In mapping out a post-pandemic future, it is crucial that the conversation include hitherto marginalized voices. Low-income communities, often comprising racial and ethnic minorities, tend to suffer the most from air pollution, which is closely associated with lung and heart disease, asthma, and even premature death.

In response, California recently approved the world’s first rule mandating the sale of zero-emissions trucks. At least half of all trucks sold in the state must be zero-emission by 2035, and all must be zero-emission by 2045. State regulators responded to demands from a broad coalition, including non-governmental organizations, labor groups, businesses, academics, and, critically, frontline communities. The state government estimates that the change will save truck operators $6 billion in fuel costs by 2040, while reducing emissions by 17 million metric tons – the equivalent of not burning almost 100,000 rail cars’ worth of coal.

Owing to these demand-side pressures, electric mobility will be at the heart of any green recovery. Encouragingly, rather than seeking to protect the country’s traditional car producers at all costs, Germany has allocated around €8 billion ($9.13 billion) in recovery funds to support grants for EV purchases, e-mobility manufacturers, upgrades to charging facilities, and more electric-powered buses and trucks. And the French government is investing a similar amount to position the country’s auto industry as Europe’s leading EV producer.

Though the pandemic might delay the clean-transport transition in the short term, the destination is already locked in. Legislation to support further electrification is either being drafted or already on the books, and automakers’ previous decarbonization commitments remain in place. In anticipation of the 2021 UN Climate Conference (COP26) in Glasgow, the British government has indicated that zero-carbon road transport will be one of the main topics of discussion.

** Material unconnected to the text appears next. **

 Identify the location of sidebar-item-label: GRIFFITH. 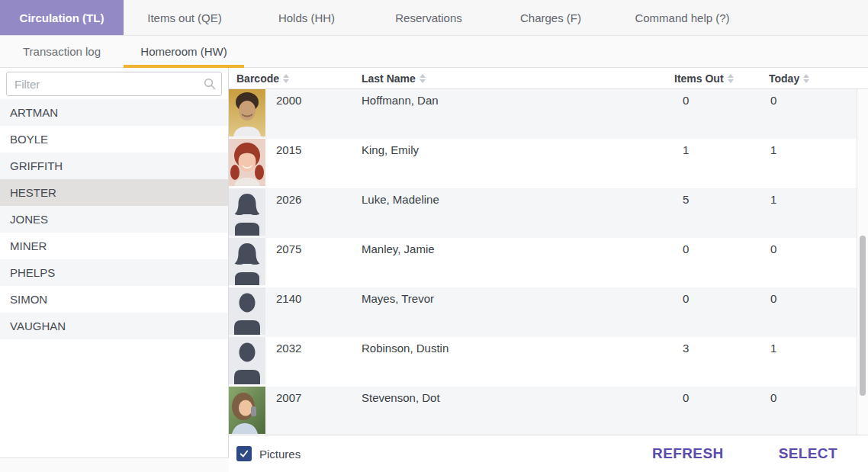
(37, 166).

Globally, sustained support to help developing countries leapfrog directly to zero-emissions transportation will be essential, with pressure again being applied on the demand side. One promising recent initiative is the “Green and Healthy Streets Declaration,” featuring a pledge by mayors of major cities around the world to end procurement of fossil-fuel buses by 2025. Similarly, the Global Environmental Facility has launched regional platforms to help Africa, Asia, and Latin America go electric, recognizing that mechanisms to finance the deployment of EVs, and especially zero-emission buses and trucks, is necessary to avoid locking in ICE vehicles.

Electric mobility is ready for primetime. Like solar energy, the key technologies are progressing to the point of rapid adoption and deployment. The pandemic poses extraordinary challenges, but it will not reverse the trend. In fact, it may well hasten the shift toward e-mobility, and therefore to a cleaner, healthier future.